Jonathan Venezia, PhD

2015 New Investigators Research Grant, 2016 Research Travel Grant

A Circuitous Path to the Future

Jonathan Venezia is currently a research scientist at the VA Loma Linda Healthcare System and a research assistant professor at Loma Linda University in the Department of Otolaryngology. But the path to that successful present career was a bit, let’s say, indirect.

Venezia actually started out in political science and economics, as an intern in a lobbying firm. It didn’t take him long to decide that that calling was not for him. Next, he took a leave from school for a year and started his own business running a small fitness studio. Not his passion either for the long term, he realized. Then he returned to school to finish his BA degree in psychology where he became interested in neuroscience and where his future finally began to clarify itself. Next step was his decision to pursue a PhD with Greg Hickok, professor of Cognitive Science at the University of California Irvine, who was doing what Venezia recognized as very exciting work in the neurobiology of language. Venezia applied, was accepted, and finished his PhD in 2014.

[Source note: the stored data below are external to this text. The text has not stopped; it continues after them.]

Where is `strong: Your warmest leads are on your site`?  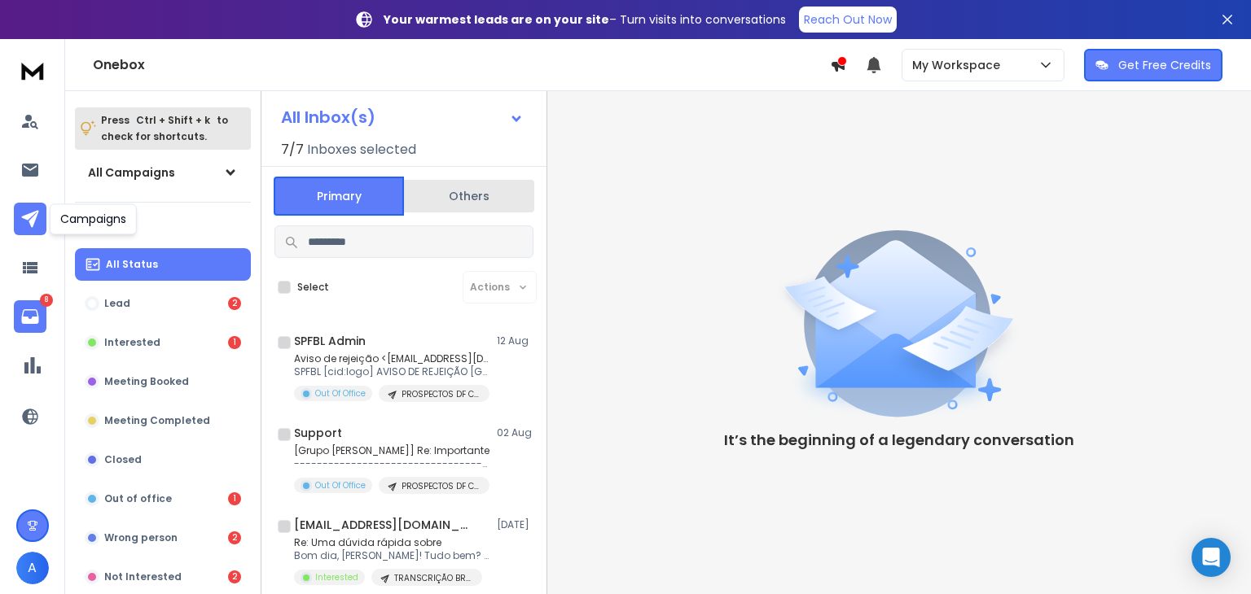
strong: Your warmest leads are on your site is located at coordinates (496, 20).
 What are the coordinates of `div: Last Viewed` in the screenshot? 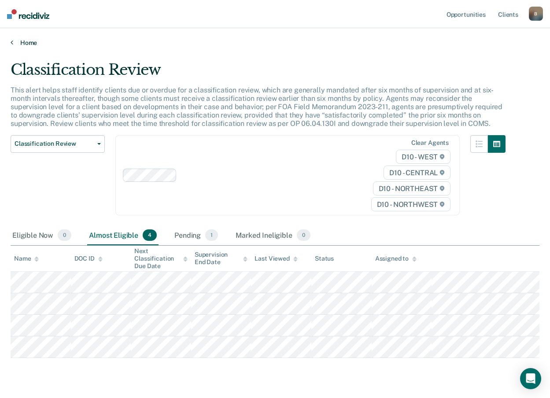 It's located at (275, 258).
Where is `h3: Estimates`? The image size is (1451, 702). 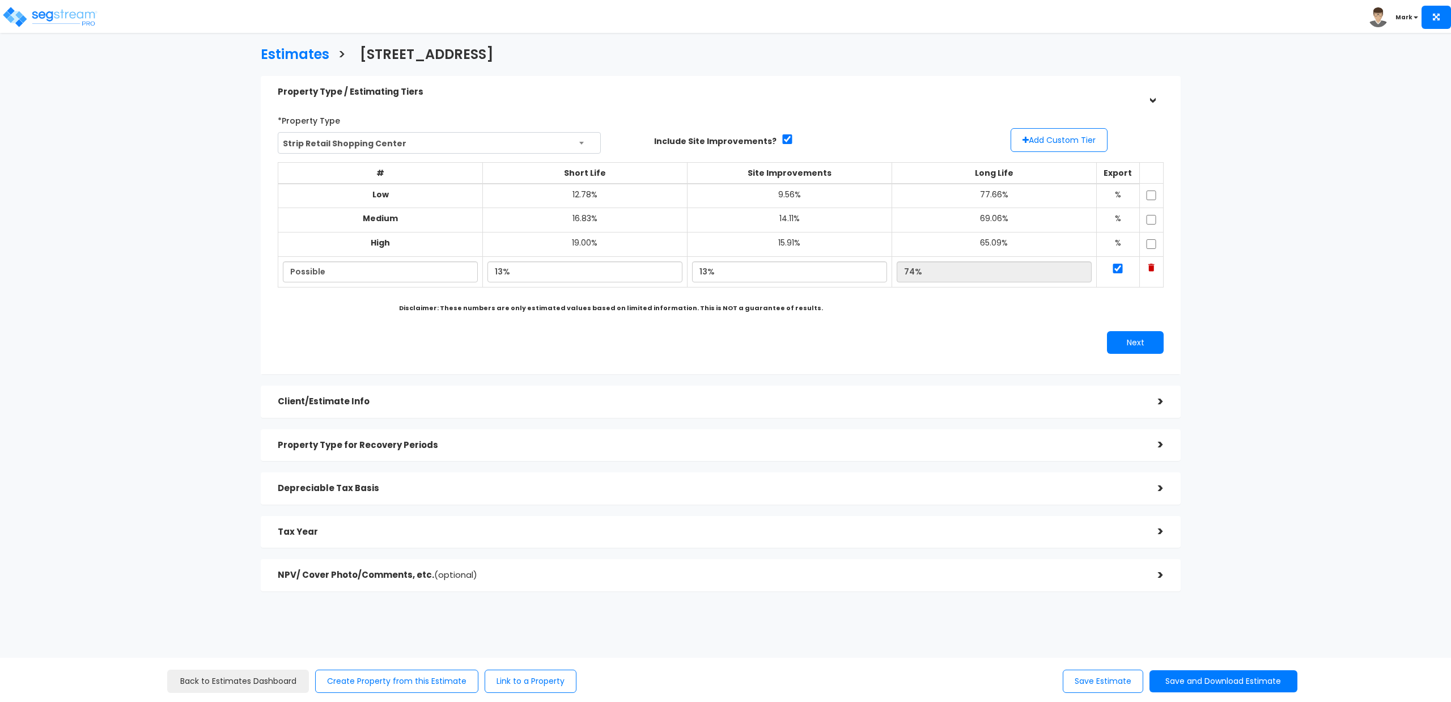 h3: Estimates is located at coordinates (295, 56).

In 2015, now a postdoctoral fellow at UC Irvine, Venezia was awarded an ASHFoundation New Investigators Research Grant for work in the development of a perceptual technique called auditory bubbles. "The procedure is based on a visual technique to determine the most salient features in a visual pattern," he explains. "I adapted the technique for the auditory/perceptual domain. It can be used to identify what acoustic features support speech intelligibility or vocal emotion perception and other perceptual constructs." 

Venezia employed the technique to study speech perception in adults with and without sensorineural hearing loss. By using auditory bubbles to generate "perceptual maps" of the acoustic features relied upon by different listeners to understand speech, he showed that listeners with hearing loss have a diminished ability to encode a particular subset of acoustic features that ordinarily would transmit a great deal of meaningful information.  "There is potential for using this technique for clinical purposes in the future," Venezia says, "especially for hearing aid fitting or in the design of new signal processing algorithms."

Using the data from the ASHFoundation grant, in 2017 Venezia applied for and received a five-year VA Career Development Award to fund his salary and several research studies investigating the auditory processing deficits experienced by military veterans who had been exposed to a high-density blast (explosion). Many of these veterans, often relatively young, return from service with normal peripheral hearing and no obvious signs of neural degeneration, yet they report auditory deficits resembling those that commonly arise during early aging. 

"The primary goal of the project is to look at the interactive effects of aging and blast exposure on hearing and auditory processing," Venezia says. "My plan is to further develop the bubbles procedure that was funded by the ASHFoundation so it can be combined with functional imaging to probe the auditory-cortical mechanisms involved in blast injury."

It was, in fact, that initial funding from the ASHFoundation that put Venezia on the path to develop his independent research career. "Up to that point," he explains, "I had not applied for any formal funding, so it was my first opportunity to have my research evaluated by other scientists and to think about exactly where I wanted to go with it, and then to synthesize my ideas into a meaningful proposal. It was a great way to increase my confidence so I could apply for additional funding. The ASHFoundation really has been a launching pad for my career. Without its help, I wouldn’t be where I am today."